Obama to sign executive order to ignite corporate competition

President Barack Obama sat with Yahoo Finance's Nicole Sinclair to discuss his new Executive Order.

On Friday, President Barack Obama announced he would sign an Executive Order directing every relevant agency of the Federal government to take steps in identifying bottlenecks to competition and to create new ways to increase competition in the economy. The Executive Order puts agencies on a fast-track path to, within 60 days, identify the steps they’ll take.

“Competition is good for consumers,” Obama told Yahoo Finance in an interview at the White House on Thursday. “And ultimately it's good for business. That's the way the free market works. The more competition we have, the more products, services, innovation takes place.”

As one of the first actions in this new, government-wide push, the Commerce Department is filing with the Federal Communications Commission (FCC) to call on it to increase competition in the set-top box market.

Cable and satellite TV boxes sit on televisions in hundreds of millions of American homes, showing up on every month’s bill as “converter rental.” According to analysis by the White House, the cost cable set-top boxes — on average $231 to rent per year — has risen 185% while the cost of computers, televisions and mobile phones has dropped by 90%.

“It's been tied to the provider, and you rent it and consumers spend billions of dollars on this every single year,”  Obama said. “There hasn't been much innovation”

The effort to open up the set-top box market is just part of a broader effort for the administration.

“The idea is that whether we're talking about financial services, whether we're talking about products like the box on your cable TV — across the board if we have more players who can potentially participate, fewer barriers to entry, the rules aren't rigged, then you get more people trying to get your business and you get better products at cheaper prices,” he said.

The Council of Economic Advisors (CEA) released a report on Friday that documented evidence that competition has been reduced in the economy. The report pointed to a decades-long decline in new business formation and increases in industry-specific measures of concentration. The report pointed to efficiencies of scale, increases in merger and acquisition activity, firms’ crowding out potential competitors, and regulatory barriers to entry.

“I think the general theme is that American business is the cornerstone of our economy,” Obama said. “Our private sector thrives and innovation is the hallmark of the United States. That's our big comparative advantage with other countries. But it starts to become less effective, and reduces both what consumers get and the kind of innovation we generate if we get closed systems or if people are gaming the system.”

The CEA noted increasing industry concentration, outsized returns to a few firms, and lower rates of firm entry and labor mobility. The table below shows that in most industries from 1997 and 2012, the top 50 largest firms in each have seen their share of the pie grow.

Source: Economic Census (1997 and 2012), Census Bureau, CEA Report April 15, 2016
Source: Economic Census (1997 and 2012), Census Bureau, CEA Report April 15, 2016

 

Several agencies are already using their authority to advance competition. The Federal Aviation Administration (FAA) of the Department of Transportation (DOT) has sought to provide competitive airline carriers with greater access to takeoff and landing slots at capacity-constrained “slot-controlled” airports. The FCC, in its most recent spectrum auction design, established a market-based spectrum reserve designed to ensure against excessive concentration in holdings of low-band spectrum.

Still, the CEA and Obama argue that consumers and workers would benefit from additional policy actions by the government to promote competition.

Obama said this executive action focusing on consumer issues is key for leveling the playing field.

“I think that Congress has been stuck, partly for ideological reasons, in taking some common sense steps that would improve the economy and help working families. But I will tell you that consumer actions like this, or the actions that we took with respect to financial advisors making sure that they have an obligation to the people they're advising to actually do what's best for their clients as opposed to the services that they may be pedaling — you know, rules like that — they seem small bore initially 'cause they don't get a lot of attention, but they can add up to billion or dollars out of the pockets of consumers,” Obama said.

The President said that while the economy has improved since he took office, not all of this is translating as much as it should for workers.

“[Wages and incomes] haven't gone up as quickly as people had been accustomed to in previous generations,” he said. “But the fact of the matter is it is indisputable that the economy is much better now than it was when I came into office. We're continuing to make progress. And my hope is that during this debate we focus very practically on what are the additional steps we can take to make a difference.”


| Work to complete |
Repeat, without any change, the entries presented below.

| The data |
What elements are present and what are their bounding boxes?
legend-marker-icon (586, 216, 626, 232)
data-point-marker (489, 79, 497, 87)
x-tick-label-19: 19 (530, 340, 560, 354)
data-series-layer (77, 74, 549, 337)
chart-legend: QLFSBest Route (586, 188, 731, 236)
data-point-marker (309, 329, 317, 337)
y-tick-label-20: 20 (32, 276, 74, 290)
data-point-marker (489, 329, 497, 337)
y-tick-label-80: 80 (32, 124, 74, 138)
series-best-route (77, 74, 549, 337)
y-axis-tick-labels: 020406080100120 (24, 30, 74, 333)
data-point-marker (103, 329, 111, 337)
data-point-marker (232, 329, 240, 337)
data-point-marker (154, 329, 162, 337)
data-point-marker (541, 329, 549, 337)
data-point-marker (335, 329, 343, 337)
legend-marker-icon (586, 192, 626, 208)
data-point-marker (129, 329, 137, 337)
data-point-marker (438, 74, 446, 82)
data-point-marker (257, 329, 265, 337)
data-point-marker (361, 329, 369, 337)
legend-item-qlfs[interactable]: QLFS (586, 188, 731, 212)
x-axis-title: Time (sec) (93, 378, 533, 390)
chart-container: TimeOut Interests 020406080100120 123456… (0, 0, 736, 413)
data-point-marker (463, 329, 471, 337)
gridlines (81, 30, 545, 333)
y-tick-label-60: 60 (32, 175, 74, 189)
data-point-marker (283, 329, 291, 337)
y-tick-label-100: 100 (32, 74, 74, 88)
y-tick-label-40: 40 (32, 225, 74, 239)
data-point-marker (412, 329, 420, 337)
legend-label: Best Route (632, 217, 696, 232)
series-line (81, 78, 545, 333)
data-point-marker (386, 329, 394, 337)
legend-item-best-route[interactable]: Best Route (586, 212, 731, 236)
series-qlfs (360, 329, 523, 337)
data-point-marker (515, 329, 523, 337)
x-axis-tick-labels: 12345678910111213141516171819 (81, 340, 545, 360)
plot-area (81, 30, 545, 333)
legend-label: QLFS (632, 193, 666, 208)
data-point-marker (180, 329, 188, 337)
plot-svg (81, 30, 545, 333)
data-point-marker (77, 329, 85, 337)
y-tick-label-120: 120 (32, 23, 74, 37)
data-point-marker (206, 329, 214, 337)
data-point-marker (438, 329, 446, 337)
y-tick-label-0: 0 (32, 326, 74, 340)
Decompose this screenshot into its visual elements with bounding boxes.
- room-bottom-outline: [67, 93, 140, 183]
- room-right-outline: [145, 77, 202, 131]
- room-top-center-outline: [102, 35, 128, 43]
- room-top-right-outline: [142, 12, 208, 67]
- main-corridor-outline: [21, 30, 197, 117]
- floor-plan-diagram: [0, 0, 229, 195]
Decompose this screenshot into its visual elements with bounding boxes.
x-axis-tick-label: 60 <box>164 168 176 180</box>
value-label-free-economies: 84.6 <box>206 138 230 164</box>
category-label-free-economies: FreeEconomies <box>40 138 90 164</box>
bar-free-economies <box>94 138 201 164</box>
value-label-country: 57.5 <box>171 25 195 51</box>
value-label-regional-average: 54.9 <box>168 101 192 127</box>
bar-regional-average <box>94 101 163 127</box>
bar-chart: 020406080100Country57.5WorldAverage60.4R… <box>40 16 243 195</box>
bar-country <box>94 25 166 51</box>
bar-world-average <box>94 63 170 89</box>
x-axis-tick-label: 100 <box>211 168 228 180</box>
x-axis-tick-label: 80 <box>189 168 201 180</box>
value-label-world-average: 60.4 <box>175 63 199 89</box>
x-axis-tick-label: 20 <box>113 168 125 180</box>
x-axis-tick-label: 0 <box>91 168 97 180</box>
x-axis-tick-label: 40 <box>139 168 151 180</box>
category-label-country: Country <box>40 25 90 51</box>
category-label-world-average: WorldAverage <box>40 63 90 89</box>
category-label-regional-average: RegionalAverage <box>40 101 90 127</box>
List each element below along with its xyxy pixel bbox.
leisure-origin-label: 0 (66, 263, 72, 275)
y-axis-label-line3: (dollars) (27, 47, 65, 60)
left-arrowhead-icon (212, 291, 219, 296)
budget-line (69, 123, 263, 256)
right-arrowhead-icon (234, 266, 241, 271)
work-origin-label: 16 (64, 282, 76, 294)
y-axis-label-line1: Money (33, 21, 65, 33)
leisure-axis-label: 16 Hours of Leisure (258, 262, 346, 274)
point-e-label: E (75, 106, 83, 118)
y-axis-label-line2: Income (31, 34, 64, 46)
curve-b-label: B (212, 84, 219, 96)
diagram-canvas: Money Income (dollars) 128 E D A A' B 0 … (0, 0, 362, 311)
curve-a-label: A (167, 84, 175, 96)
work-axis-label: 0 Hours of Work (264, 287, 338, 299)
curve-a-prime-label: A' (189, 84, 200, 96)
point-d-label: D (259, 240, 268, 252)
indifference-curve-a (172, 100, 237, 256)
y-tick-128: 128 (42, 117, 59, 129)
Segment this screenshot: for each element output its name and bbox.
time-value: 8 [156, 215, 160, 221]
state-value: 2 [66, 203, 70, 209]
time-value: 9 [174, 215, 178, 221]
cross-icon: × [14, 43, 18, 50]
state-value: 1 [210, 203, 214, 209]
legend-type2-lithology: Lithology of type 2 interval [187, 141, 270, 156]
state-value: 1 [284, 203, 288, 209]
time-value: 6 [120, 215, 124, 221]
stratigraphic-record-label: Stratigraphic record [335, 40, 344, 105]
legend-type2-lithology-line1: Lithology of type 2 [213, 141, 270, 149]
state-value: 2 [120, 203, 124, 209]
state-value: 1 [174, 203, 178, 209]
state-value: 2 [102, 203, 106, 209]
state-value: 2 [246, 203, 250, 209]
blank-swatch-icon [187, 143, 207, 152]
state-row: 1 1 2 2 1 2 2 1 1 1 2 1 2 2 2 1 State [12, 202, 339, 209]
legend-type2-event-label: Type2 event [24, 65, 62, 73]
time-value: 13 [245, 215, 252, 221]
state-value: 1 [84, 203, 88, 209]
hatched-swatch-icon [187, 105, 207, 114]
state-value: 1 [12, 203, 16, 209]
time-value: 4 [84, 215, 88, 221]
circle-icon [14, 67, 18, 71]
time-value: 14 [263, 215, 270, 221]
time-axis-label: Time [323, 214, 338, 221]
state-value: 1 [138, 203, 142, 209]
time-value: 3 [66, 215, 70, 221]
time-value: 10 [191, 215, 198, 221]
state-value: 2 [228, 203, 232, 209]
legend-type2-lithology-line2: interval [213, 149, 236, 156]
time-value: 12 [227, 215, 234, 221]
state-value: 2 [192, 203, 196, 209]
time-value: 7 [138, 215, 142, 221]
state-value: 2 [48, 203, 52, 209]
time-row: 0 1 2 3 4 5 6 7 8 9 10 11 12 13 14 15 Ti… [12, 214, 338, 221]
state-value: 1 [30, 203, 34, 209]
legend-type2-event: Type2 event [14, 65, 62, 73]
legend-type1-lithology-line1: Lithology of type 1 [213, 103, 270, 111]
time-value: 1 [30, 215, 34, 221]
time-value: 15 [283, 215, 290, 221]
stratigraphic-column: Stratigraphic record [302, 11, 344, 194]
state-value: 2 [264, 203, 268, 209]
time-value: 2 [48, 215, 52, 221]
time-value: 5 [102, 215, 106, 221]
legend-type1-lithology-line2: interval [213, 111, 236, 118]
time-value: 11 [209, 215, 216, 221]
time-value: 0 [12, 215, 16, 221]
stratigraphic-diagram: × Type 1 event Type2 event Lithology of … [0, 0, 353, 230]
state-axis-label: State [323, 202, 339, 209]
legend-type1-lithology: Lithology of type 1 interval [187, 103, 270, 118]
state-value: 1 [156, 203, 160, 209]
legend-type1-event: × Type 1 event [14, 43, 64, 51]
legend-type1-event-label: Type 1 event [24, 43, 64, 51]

| Answer |
What elements are present and what are their bounding boxes?
legend-marker-icon (586, 216, 626, 232)
data-point-marker (489, 79, 497, 87)
x-tick-label-19: 19 (530, 340, 560, 354)
data-series-layer (77, 74, 549, 337)
chart-legend: QLFSBest Route (586, 188, 731, 236)
data-point-marker (309, 329, 317, 337)
y-tick-label-20: 20 (32, 276, 74, 290)
data-point-marker (489, 329, 497, 337)
y-tick-label-80: 80 (32, 124, 74, 138)
series-best-route (77, 74, 549, 337)
y-axis-tick-labels: 020406080100120 (24, 30, 74, 333)
data-point-marker (103, 329, 111, 337)
data-point-marker (232, 329, 240, 337)
data-point-marker (154, 329, 162, 337)
data-point-marker (541, 329, 549, 337)
data-point-marker (335, 329, 343, 337)
legend-marker-icon (586, 192, 626, 208)
data-point-marker (129, 329, 137, 337)
data-point-marker (438, 74, 446, 82)
data-point-marker (257, 329, 265, 337)
data-point-marker (361, 329, 369, 337)
legend-item-qlfs[interactable]: QLFS (586, 188, 731, 212)
x-axis-title: Time (sec) (93, 378, 533, 390)
chart-container: TimeOut Interests 020406080100120 123456… (0, 0, 736, 413)
data-point-marker (463, 329, 471, 337)
gridlines (81, 30, 545, 333)
y-tick-label-60: 60 (32, 175, 74, 189)
data-point-marker (283, 329, 291, 337)
y-tick-label-100: 100 (32, 74, 74, 88)
y-tick-label-40: 40 (32, 225, 74, 239)
data-point-marker (412, 329, 420, 337)
legend-label: Best Route (632, 217, 696, 232)
series-line (81, 78, 545, 333)
data-point-marker (386, 329, 394, 337)
legend-item-best-route[interactable]: Best Route (586, 212, 731, 236)
series-qlfs (360, 329, 523, 337)
data-point-marker (515, 329, 523, 337)
x-axis-tick-labels: 12345678910111213141516171819 (81, 340, 545, 360)
plot-area (81, 30, 545, 333)
legend-label: QLFS (632, 193, 666, 208)
data-point-marker (180, 329, 188, 337)
plot-svg (81, 30, 545, 333)
data-point-marker (77, 329, 85, 337)
y-tick-label-120: 120 (32, 23, 74, 37)
data-point-marker (206, 329, 214, 337)
data-point-marker (438, 329, 446, 337)
y-tick-label-0: 0 (32, 326, 74, 340)
Decompose this screenshot into its visual elements with bounding boxes.
- room-bottom-outline: [67, 93, 140, 183]
- room-right-outline: [145, 77, 202, 131]
- room-top-center-outline: [102, 35, 128, 43]
- room-top-right-outline: [142, 12, 208, 67]
- main-corridor-outline: [21, 30, 197, 117]
- floor-plan-diagram: [0, 0, 229, 195]
Decompose this screenshot into its visual elements with bounding boxes.
x-axis-tick-label: 60 <box>164 168 176 180</box>
value-label-free-economies: 84.6 <box>206 138 230 164</box>
category-label-free-economies: FreeEconomies <box>40 138 90 164</box>
bar-free-economies <box>94 138 201 164</box>
value-label-country: 57.5 <box>171 25 195 51</box>
value-label-regional-average: 54.9 <box>168 101 192 127</box>
bar-regional-average <box>94 101 163 127</box>
bar-chart: 020406080100Country57.5WorldAverage60.4R… <box>40 16 243 195</box>
bar-country <box>94 25 166 51</box>
bar-world-average <box>94 63 170 89</box>
x-axis-tick-label: 100 <box>211 168 228 180</box>
x-axis-tick-label: 80 <box>189 168 201 180</box>
value-label-world-average: 60.4 <box>175 63 199 89</box>
x-axis-tick-label: 20 <box>113 168 125 180</box>
x-axis-tick-label: 0 <box>91 168 97 180</box>
x-axis-tick-label: 40 <box>139 168 151 180</box>
category-label-country: Country <box>40 25 90 51</box>
category-label-world-average: WorldAverage <box>40 63 90 89</box>
category-label-regional-average: RegionalAverage <box>40 101 90 127</box>
List each element below along with its xyxy pixel bbox.
leisure-origin-label: 0 (66, 263, 72, 275)
y-axis-label-line3: (dollars) (27, 47, 65, 60)
left-arrowhead-icon (212, 291, 219, 296)
budget-line (69, 123, 263, 256)
right-arrowhead-icon (234, 266, 241, 271)
work-origin-label: 16 (64, 282, 76, 294)
y-axis-label-line1: Money (33, 21, 65, 33)
leisure-axis-label: 16 Hours of Leisure (258, 262, 346, 274)
point-e-label: E (75, 106, 83, 118)
y-axis-label-line2: Income (31, 34, 64, 46)
curve-b-label: B (212, 84, 219, 96)
diagram-canvas: Money Income (dollars) 128 E D A A' B 0 … (0, 0, 362, 311)
curve-a-label: A (167, 84, 175, 96)
work-axis-label: 0 Hours of Work (264, 287, 338, 299)
curve-a-prime-label: A' (189, 84, 200, 96)
point-d-label: D (259, 240, 268, 252)
indifference-curve-a (172, 100, 237, 256)
y-tick-128: 128 (42, 117, 59, 129)
Segment this screenshot: for each element output its name and bbox.
time-value: 8 [156, 215, 160, 221]
state-value: 2 [66, 203, 70, 209]
time-value: 9 [174, 215, 178, 221]
cross-icon: × [14, 43, 18, 50]
state-value: 1 [210, 203, 214, 209]
legend-type2-lithology: Lithology of type 2 interval [187, 141, 270, 156]
state-value: 1 [284, 203, 288, 209]
time-value: 6 [120, 215, 124, 221]
stratigraphic-record-label: Stratigraphic record [335, 40, 344, 105]
legend-type2-lithology-line1: Lithology of type 2 [213, 141, 270, 149]
state-value: 2 [120, 203, 124, 209]
state-value: 1 [174, 203, 178, 209]
state-value: 2 [102, 203, 106, 209]
state-value: 2 [246, 203, 250, 209]
blank-swatch-icon [187, 143, 207, 152]
state-row: 1 1 2 2 1 2 2 1 1 1 2 1 2 2 2 1 State [12, 202, 339, 209]
legend-type2-event-label: Type2 event [24, 65, 62, 73]
time-value: 13 [245, 215, 252, 221]
state-value: 1 [84, 203, 88, 209]
hatched-swatch-icon [187, 105, 207, 114]
state-value: 1 [12, 203, 16, 209]
time-value: 4 [84, 215, 88, 221]
circle-icon [14, 67, 18, 71]
time-value: 14 [263, 215, 270, 221]
time-axis-label: Time [323, 214, 338, 221]
state-value: 1 [138, 203, 142, 209]
time-value: 3 [66, 215, 70, 221]
time-value: 10 [191, 215, 198, 221]
state-value: 2 [228, 203, 232, 209]
legend-type2-lithology-line2: interval [213, 149, 236, 156]
time-value: 12 [227, 215, 234, 221]
state-value: 2 [192, 203, 196, 209]
time-value: 7 [138, 215, 142, 221]
state-value: 2 [48, 203, 52, 209]
time-row: 0 1 2 3 4 5 6 7 8 9 10 11 12 13 14 15 Ti… [12, 214, 338, 221]
state-value: 1 [30, 203, 34, 209]
legend-type2-event: Type2 event [14, 65, 62, 73]
legend-type1-lithology-line1: Lithology of type 1 [213, 103, 270, 111]
time-value: 1 [30, 215, 34, 221]
time-value: 15 [283, 215, 290, 221]
stratigraphic-column: Stratigraphic record [302, 11, 344, 194]
state-value: 2 [264, 203, 268, 209]
time-value: 2 [48, 215, 52, 221]
time-value: 5 [102, 215, 106, 221]
legend-type1-lithology-line2: interval [213, 111, 236, 118]
time-value: 11 [209, 215, 216, 221]
time-value: 0 [12, 215, 16, 221]
stratigraphic-diagram: × Type 1 event Type2 event Lithology of … [0, 0, 353, 230]
state-axis-label: State [323, 202, 339, 209]
legend-type1-lithology: Lithology of type 1 interval [187, 103, 270, 118]
state-value: 1 [156, 203, 160, 209]
legend-type1-event: × Type 1 event [14, 43, 64, 51]
legend-type1-event-label: Type 1 event [24, 43, 64, 51]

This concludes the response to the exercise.